Israel Plans Ground Offensive in Gaza Amid Truce Negotiations: Latest Updates

Israel Plans Ground Offensive in Gaza Amid Truce Negotiations: Latest Updates

2024-02-25 23:01:25

This content was published on February 26, 2024 – 02:05

(Keystone-ATS) Israel vowed on Sunday to launch a ground offensive on the crowded town of Rafah in the southern Gaza Strip, despite ongoing negotiations to reach a new truce in the war once morest Hamas.

An offensive on this city where nearly a million and a half civilians are massed, according to the UN, trapped once morest the closed border with Egypt, would only be “delayed” if a truce was concluded, declared the Prime Minister Israeli Benjamin Netanyahu, on the American channel CBS. By launching this operation, Israel will be “a few weeks away” from a “total victory” over the Islamist movement, he said.

While talks for a truce continue in Qatar, new bombings targeted Rafah on Sunday and fighting rages in the ruined town of Khan Younes, a few kilometers further north. The Hamas Ministry of Health on Sunday counted 86 deaths in 24 hours across the Palestinian territory.

Famine awaits

International aid, which enters in trickles from Egypt through Rafah, is subject to the green light from Israel and its delivery to the north is almost impossible due to the destruction and fighting.

A famine can still be “avoided” in Gaza if Israel allows humanitarian agencies to bring in “significant aid”, the commissioner general of the UN agency for Palestinian refugees (UNRWA), Philippe, said on Sunday. Lazzarini.

The war started on October 7 by an unprecedented attack carried out in Israel by Hamas commandos infiltrated from Gaza, resulted in the deaths of at least 1,160 people. Of the 250 people kidnapped, 130 – 31 of whom are believed to have died – are still held hostage there. The offensive launched by Israel in retaliation cost the lives of 29,692 people in Gaza, the majority civilians according to the Hamas Ministry of Health.

Common ground”

Despite multiple international warnings, Benjamin Netanyahu announced an upcoming ground operation in Rafah, where he intends to defeat Hamas in its “last bastion” following four months of a ground offensive which began on October 27 in the north of Gaza before expanding south.

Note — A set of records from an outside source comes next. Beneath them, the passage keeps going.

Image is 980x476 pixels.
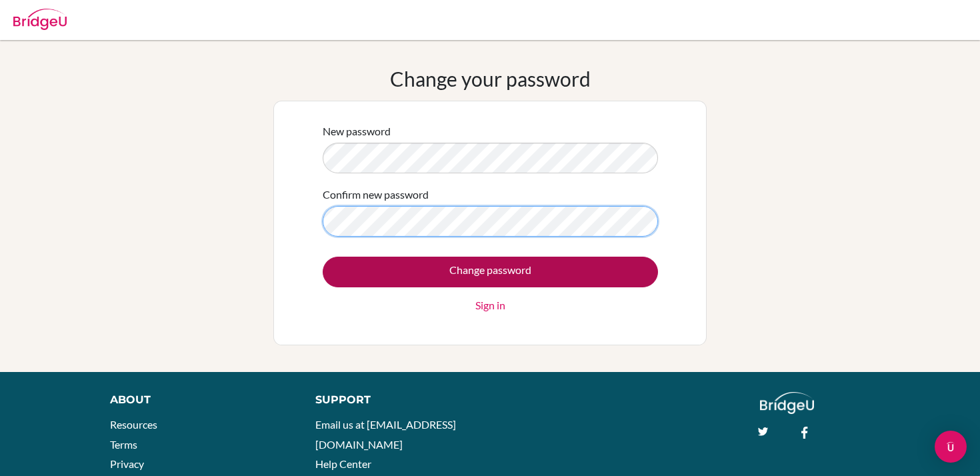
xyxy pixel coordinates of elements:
img: logo_white@2x-f4f0deed5e89b7ecb1c2cc34c3e3d731f90f0f143d5ea2071677605dd97b5244.png [761,392,814,414]
label: New password [323,123,391,139]
a: Sign in [475,298,506,314]
div: About [110,392,286,408]
label: Confirm new password [323,187,428,203]
div: Open Intercom Messenger [935,431,967,463]
h1: Change your password [390,66,591,91]
a: Resources [110,418,158,431]
a: Privacy [110,457,144,470]
a: Terms [110,438,137,451]
div: Support [315,392,477,408]
a: Help Center [315,457,371,470]
img: Bridge-U [13,8,66,30]
a: Email us at [EMAIL_ADDRESS][DOMAIN_NAME] [315,418,456,451]
input: Change password [323,257,658,287]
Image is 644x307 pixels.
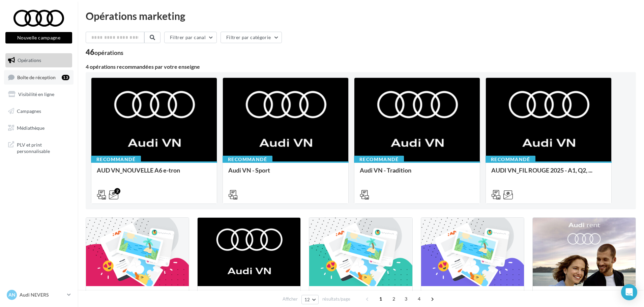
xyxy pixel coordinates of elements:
[621,284,637,300] div: Open Intercom Messenger
[17,140,69,154] span: PLV et print personnalisable
[91,156,141,163] div: Recommandé
[4,137,73,158] a: PLV et print personnalisable
[4,121,73,135] a: Médiathèque
[5,289,72,302] a: AN Audi NEVERS
[4,87,73,101] a: Visibilité en ligne
[86,64,636,69] div: 4 opérations recommandées par votre enseigne
[354,156,404,163] div: Recommandé
[86,10,636,21] div: Opérations marketing
[9,292,16,298] span: AN
[94,50,124,56] div: opérations
[486,156,535,163] div: Recommandé
[228,166,270,174] span: Audi VN - Sport
[18,92,54,97] span: Visibilité en ligne
[4,70,73,84] a: Boîte de réception13
[4,53,73,67] a: Opérations
[492,166,592,174] span: AUDI VN_FIL ROUGE 2025 - A1, Q2, ...
[97,166,180,174] span: AUD VN_NOUVELLE A6 e-tron
[401,294,411,304] span: 3
[62,75,69,81] div: 13
[4,104,73,118] a: Campagnes
[18,58,41,63] span: Opérations
[164,31,217,43] button: Filtrer par canal
[17,125,45,130] span: Médiathèque
[414,294,425,304] span: 4
[304,297,310,302] span: 12
[223,156,272,163] div: Recommandé
[5,32,72,43] button: Nouvelle campagne
[375,294,386,304] span: 1
[20,292,64,298] p: Audi NEVERS
[322,296,350,302] span: résultats/page
[302,295,319,304] button: 12
[360,166,411,174] span: Audi VN - Tradition
[283,296,298,302] span: Afficher
[86,48,124,56] div: 46
[17,74,56,80] span: Boîte de réception
[115,188,120,194] div: 2
[221,31,282,43] button: Filtrer par catégorie
[17,108,41,114] span: Campagnes
[388,294,399,304] span: 2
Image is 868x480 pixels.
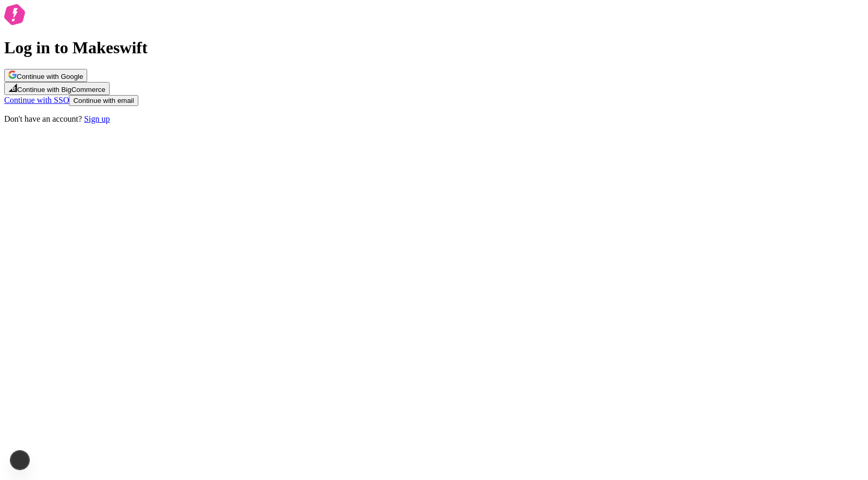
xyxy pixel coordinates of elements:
button: Continue with email [69,95,138,106]
a: Sign up [84,114,110,124]
span: Continue with BigCommerce [17,86,105,94]
a: Continue with SSO [4,96,69,104]
button: Continue with BigCommerce [4,82,110,95]
p: Don't have an account? [4,114,864,124]
h1: Log in to Makeswift [4,38,864,58]
button: Continue with Google [4,69,87,82]
span: Continue with Google [17,73,83,81]
span: Continue with email [73,97,133,104]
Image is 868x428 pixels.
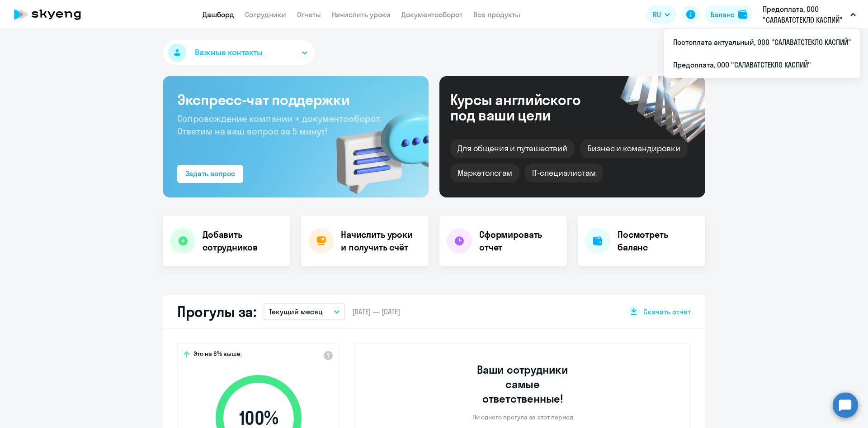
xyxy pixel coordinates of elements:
img: balance [739,10,748,19]
div: Маркетологам [450,163,520,182]
div: Задать вопрос [185,168,235,179]
h2: Прогулы за: [177,303,256,320]
h4: Сформировать отчет [479,228,560,253]
div: IT-специалистам [525,163,603,182]
div: Бизнес и командировки [580,139,688,158]
h3: Экспресс-чат поддержки [177,91,415,108]
button: Важные контакты [162,40,314,66]
p: Ни одного прогула за этот период [473,413,573,421]
button: Предоплата, ООО "САЛАВАТСТЕКЛО КАСПИЙ" [758,3,861,25]
span: RU [653,9,661,20]
p: Текущий месяц [269,306,322,317]
h4: Начислить уроки и получить счёт [341,228,419,253]
span: Сопровождение компании + документооборот. Ответим на ваш вопрос за 5 минут! [177,112,381,137]
button: Текущий месяц [263,303,345,320]
div: Курсы английского под ваши цели [450,92,605,123]
a: Дашборд [203,10,234,19]
h4: Добавить сотрудников [203,228,283,253]
img: bg-img [323,95,428,197]
ul: RU [664,29,861,78]
button: Балансbalance [706,6,753,23]
button: RU [647,6,676,23]
a: Документооборот [402,10,462,19]
a: Сотрудники [245,10,286,19]
p: Предоплата, ООО "САЛАВАТСТЕКЛО КАСПИЙ" [763,3,847,25]
div: Для общения и путешествий [450,139,575,158]
span: [DATE] — [DATE] [352,307,400,316]
a: Все продукты [474,10,520,19]
a: Отчеты [297,10,321,19]
button: Задать вопрос [177,165,243,183]
span: Важные контакты [195,47,263,58]
a: Начислить уроки [332,10,390,19]
div: Баланс [711,9,735,20]
span: Это на 6% выше, [193,350,242,360]
span: Скачать отчет [643,307,691,316]
h4: Посмотреть баланс [617,228,698,253]
h3: Ваши сотрудники самые ответственные! [465,362,581,405]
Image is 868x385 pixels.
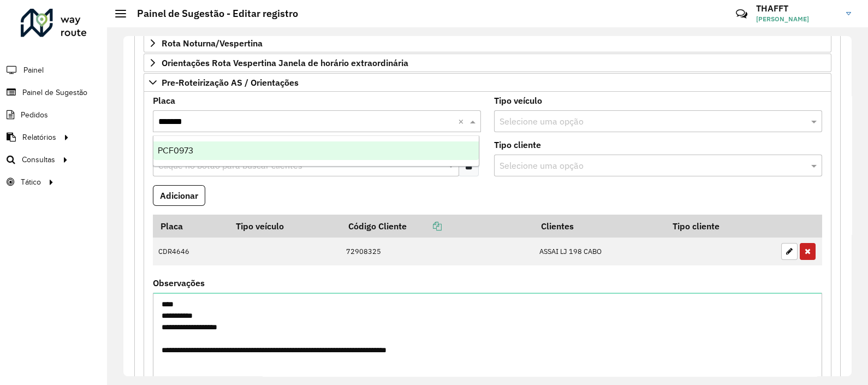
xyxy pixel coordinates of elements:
a: Copiar [407,221,442,232]
span: Tático [21,176,41,188]
span: Rota Noturna/Vespertina [162,39,263,48]
td: ASSAI LJ 198 CABO [534,238,666,266]
span: Painel [23,64,44,76]
ng-dropdown-panel: Options list [153,135,479,167]
th: Placa [153,215,228,238]
h3: THAFFT [756,3,838,14]
span: Painel de Sugestão [22,87,87,98]
a: Contato Rápido [730,2,754,26]
th: Clientes [534,215,666,238]
label: Placa [153,94,175,107]
a: Orientações Rota Vespertina Janela de horário extraordinária [144,54,832,72]
span: Pedidos [21,109,48,121]
span: Orientações Rota Vespertina Janela de horário extraordinária [162,58,408,67]
h2: Painel de Sugestão - Editar registro [126,8,298,20]
span: PCF0973 [158,146,193,155]
a: Pre-Roteirização AS / Orientações [144,73,832,92]
span: [PERSON_NAME] [756,14,838,24]
span: Relatórios [22,132,56,143]
label: Observações [153,276,205,289]
span: Clear all [458,115,467,128]
th: Código Cliente [341,215,534,238]
a: Rota Noturna/Vespertina [144,34,832,52]
td: 72908325 [341,238,534,266]
span: Pre-Roteirização AS / Orientações [162,78,299,87]
span: Consultas [22,154,55,165]
th: Tipo veículo [228,215,341,238]
button: Adicionar [153,185,205,206]
label: Tipo cliente [494,138,541,151]
td: CDR4646 [153,238,228,266]
label: Tipo veículo [494,94,542,107]
th: Tipo cliente [665,215,775,238]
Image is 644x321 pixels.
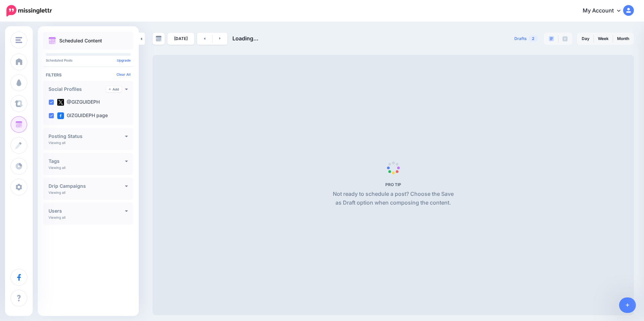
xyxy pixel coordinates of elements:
img: facebook-grey-square.png [562,37,568,42]
p: Viewing all [48,216,65,219]
img: menu.png [15,37,22,43]
span: 2 [528,36,538,42]
img: twitter-square.png [57,99,64,105]
p: Viewing all [48,190,65,194]
img: calendar.png [48,37,56,44]
img: calendar-grey-darker.png [155,36,161,42]
a: Drafts2 [511,32,542,45]
a: My Account [576,3,634,20]
p: Not ready to schedule a post? Choose the Save as Draft option when composing the content. [330,190,456,207]
h4: Filters [46,72,131,77]
label: GIZGUIDEPH page [57,112,108,119]
a: Week [594,33,613,44]
a: [DATE] [167,32,195,45]
img: Missinglettr [7,5,52,16]
a: Add [106,86,121,93]
label: @GIZGUIDEPH [57,99,99,105]
p: Scheduled Content [59,38,102,43]
h5: PRO TIP [330,182,456,187]
p: Scheduled Posts [46,59,131,62]
span: Loading... [233,35,258,42]
h4: Posting Status [48,134,125,138]
h4: Social Profiles [48,87,106,92]
h4: Users [48,209,125,213]
h4: Drip Campaigns [48,183,125,189]
p: Viewing all [48,141,65,144]
a: Upgrade [117,59,131,62]
a: Month [613,33,633,44]
p: Viewing all [48,166,65,170]
img: paragraph-boxed.png [549,36,554,42]
img: facebook-square.png [57,112,64,119]
a: Day [578,33,594,44]
a: Clear All [116,72,131,76]
h4: Tags [48,159,125,164]
span: Drafts [514,37,527,41]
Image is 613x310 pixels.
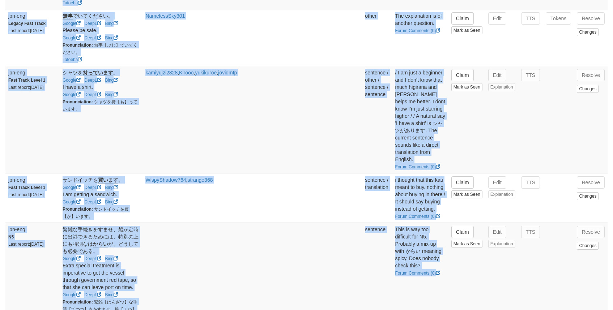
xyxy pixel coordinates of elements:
strong: Legacy Fast Track [8,21,46,26]
strong: Pronunciation: [63,43,93,48]
a: Bing [105,92,118,97]
button: Claim [452,69,474,81]
a: Forum Comments (0) [395,214,440,219]
div: Please be safe. [63,27,140,34]
button: Mark as Seen [452,191,483,199]
a: DeepL [84,92,101,97]
span: サンドイッチを 。 [63,177,123,184]
a: DeepL [84,35,101,41]
small: Last report: [DATE] [8,192,44,198]
a: Bing [105,257,118,262]
a: Google [63,200,81,205]
button: Resolve [577,69,605,81]
a: Tatoeba [63,0,82,5]
a: Bing [105,200,118,205]
button: TTS [521,12,540,25]
u: からい [93,241,108,248]
div: jpn-eng [8,12,57,20]
strong: Pronunciation: [63,100,93,105]
td: / I am just a beginner and I don’t know that much higirana and [PERSON_NAME] helps me better. I d... [392,66,448,173]
div: jpn-eng [8,69,57,76]
u: 持っています [83,70,113,76]
a: DeepL [84,200,101,205]
a: Forum Comments (0) [395,165,440,170]
a: strange368 [187,177,213,183]
td: sentence / other / sentence / sentence [362,66,392,173]
small: Last report: [DATE] [8,242,44,247]
div: jpn-eng [8,226,57,233]
small: シャツを持【も】っています。 [63,100,137,112]
button: Edit [488,12,507,25]
a: Forum Comments (0) [395,28,440,33]
td: , , , [143,66,362,173]
button: Explanation [488,191,516,199]
button: Resolve [577,177,605,189]
button: TTS [521,69,540,81]
button: Changes [577,192,599,200]
td: i thought that this kau meant to buy. nothing about buying in there / It should say buying instea... [392,173,448,223]
strong: Pronunciation: [63,300,93,305]
button: Changes [577,242,599,250]
a: Google [63,92,81,97]
small: 無事【ぶじ】でいてください。 [63,43,137,55]
a: yukikuroe [195,70,217,76]
div: Extra special treatment is imperative to get the vessel through government red tape, so that she ... [63,262,140,291]
button: Edit [488,177,507,189]
div: jpn-eng [8,177,57,184]
a: Google [63,21,81,26]
div: I have a shirt. [63,84,140,91]
td: The explanation is of another question. [392,9,448,66]
a: Google [63,35,81,41]
td: , [143,173,362,223]
a: Bing [105,185,118,190]
button: Mark as Seen [452,83,483,91]
a: DeepL [84,293,101,298]
a: WispyShadow764 [145,177,186,183]
a: Google [63,78,81,83]
button: Edit [488,69,507,81]
a: Bing [105,78,118,83]
button: Claim [452,12,474,25]
button: Claim [452,177,474,189]
button: Edit [488,226,507,238]
u: 無事 [63,13,73,20]
button: TTS [521,177,540,189]
td: other [362,9,392,66]
u: 買います [98,177,118,184]
a: Forum Comments (0) [395,271,440,276]
a: DeepL [84,78,101,83]
button: Explanation [488,240,516,248]
span: でいてください。 [63,13,113,20]
a: Bing [105,35,118,41]
a: NamelessSky301 [145,13,185,19]
a: DeepL [84,21,101,26]
td: sentence / translation [362,173,392,223]
a: Kirooo [179,70,194,76]
a: DeepL [84,185,101,190]
button: Changes [577,85,599,93]
a: Bing [105,293,118,298]
a: Tatoeba [63,57,82,62]
a: DeepL [84,257,101,262]
strong: Pronunciation: [63,207,93,212]
button: TTS [521,226,540,238]
small: Last report: [DATE] [8,85,44,90]
a: kamiyujzi2828 [145,70,178,76]
a: Google [63,185,81,190]
button: Changes [577,28,599,36]
button: Claim [452,226,474,238]
button: Resolve [577,226,605,238]
span: シャツを 。 [63,70,118,76]
span: 繁雑な手続きをすませ、船が定時に出港できるためには、特別の上にも特別なは が、どうしても必要である。 [63,227,139,254]
strong: N5 [8,235,14,240]
button: Mark as Seen [452,240,483,248]
a: Bing [105,21,118,26]
small: サンドイッチを買【か】います。 [63,207,129,219]
small: Last report: [DATE] [8,28,44,33]
button: Mark as Seen [452,26,483,34]
strong: Fast Track Level 1 [8,78,45,83]
a: Google [63,293,81,298]
a: Google [63,257,81,262]
a: jovidmtp [218,70,237,76]
button: Explanation [488,83,516,91]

The Prime Minister announced on Saturday that he would convene “at the beginning of the week the cabinet to approve the operational plans of action in Rafah, including the evacuation of the civilian population”. “There is room” for civilians “to go north of Rafah, to the areas where we have finished the fight,” he said on CBS on Sunday.

The mediating countries are meanwhile trying to extract a compromise from the two parties with a view to a truce. Egyptian, Qatari and American representatives, as well as Israel and Hamas, resumed negotiations on Sunday in Doha which “will be followed by meetings in Cairo”, according to a television close to Egyptian intelligence, AlQahera News.

White House national security adviser Jake Sullivan said Sunday that “common ground” was found during a recent meeting in Paris between representatives of Israel, the United States, Egypt and Qatar, on the “contours” of a possible agreement relating to the release of hostages and “a temporary ceasefire”.

Ceasefire and release of hostages

“There should be indirect discussions between Qatar and Egypt with Hamas, because in the end, they will have to agree to the release of the hostages. This work is ongoing,” he added on CNN. The Emir of Qatar, Tamim ben Hamad Al-Thani, is also expected in Paris on Tuesday or Wednesday to discuss the ongoing negotiations with French President Emmanuel Macron.

According to a Hamas source, the discussions concern the first phase of a plan drawn up in January by the mediators, which envisages a six-week truce associated with the release of Palestinian hostages and prisoners held by Israel, as well as the entry into Gaza of a large quantity of humanitarian aid.

But to reach a deal, Israel first requires the release of all hostages and has warned that a pause in fighting does not mean the end of the war.

Hamas, for its part, is demanding a complete ceasefire, the withdrawal of Israeli troops from Gaza, the lifting of the blockade imposed by Israel since 2007 and safe shelter for the hundreds of thousands of civilians displaced by the war.